The total price for Infinium’s assets was not disclosed. It included approximately $11.9 million owed by Infinium to FXCM, according to the brokerage.
V3 Markets will operate with a “streamlined cost structure” compared to Infinium, FXCM’s chief executive, Drew Niv, said on a conference call after the company reported quarterly earnings.
The acquisition allows the company to expand into commodities and other markets and to diversify its exposure to volatility in uncorrelated asset classes.
“We are in the early stages of clearly rebuilding a business that is in need of a greater degree of risk supervision than it had in its prior life as Infinium,” Niv said.
Infinium had been among the higher-profile electronic trading groups and was a household name among Chicago traders. The firm traded in commodities, energy and other markets.
A favored tool of hedge funds and other institutional traders, high-speed traders uses algorithmic software programs to post orders in the blink of an eye.
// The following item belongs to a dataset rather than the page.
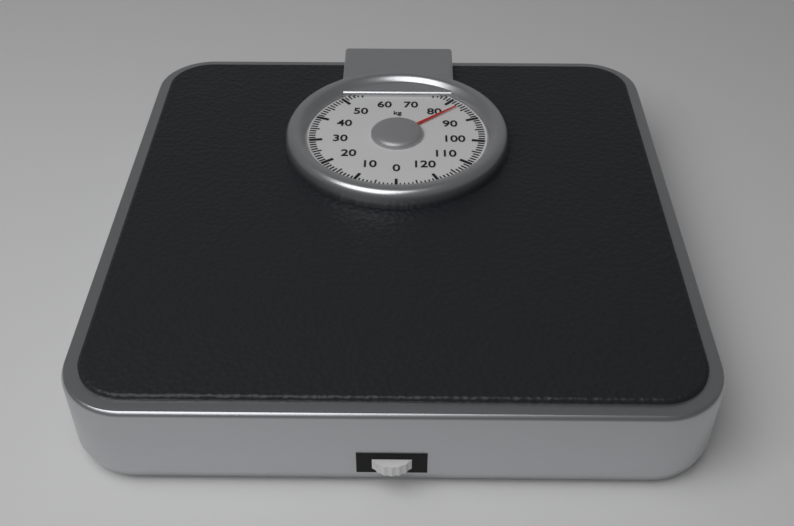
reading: 83 kg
Such firms thrived between 2009 and 2011, when market volatility was higher, there was less competition, and new regulations were just beginning to be understood, said Larry Tabb, founder and chief executive officer of the Tabb Group, a financial markets research firm.
Since then, costs and competition have grown and profitability has dried up, said James Angel, an associate professor at Georgetown University who specializes in financial markets.
“Its not surprising that we see various firms saying, ‘We’re out of here folks,'” he said.
Financial problems at Infinium date back years, according to a lawsuit filed against the firm in January in U.S. District Court in Chicago. The firm lost $6.6 million in 2012 and $6.1 million from January 1 to July 31, 2013, court documents say.
In the lawsuit, 31 former employees claimed Infinium leaders duped them into investing millions of dollars into the firm while hiding financial troubles. The lawsuit will continue after Infinium shuts down, and some settlement talks have begun, said Dan Voelker, an attorney representing former employees.
“We anticipated they would go out of business because they were losing money horrifically,” he said of Infinium.
Infinium last year shed a number of employees, including its chief operating officer.
Employees who have transferred to V3 Markets were still trading at the Infinium offices in Chicago, a spokeswoman for FXCM said. They will eventually move to a smaller space, she said.
Infinium’s website was down on Thursday, and three calls to its main phone number went into a general voicemail box. The company was founded in 2003, according to its LinkedIn page.
Exchange-operator CME Group Inc in 2011 fined Infinium a total of $850,000 for three separate computer malfunctions that rattled futures markets in 2009 and 2010. The enforcement action “was probably another thing that made it harder for them to stay in business, with this regulatory cloud over their head,” Angel said.
Rivals also have been under pressure. Trading companies Getco Holding Co and Knight Capital Group, which merged last summer to create KCG Holdings Inc, reported a quarterly loss in January due to merger costs.
In April 2013, Getco revealed that its profits plunged 90 percent in 2012 on the lower volume and volatility. In 2012, high-speed trading firm Eladian Partners went out of business.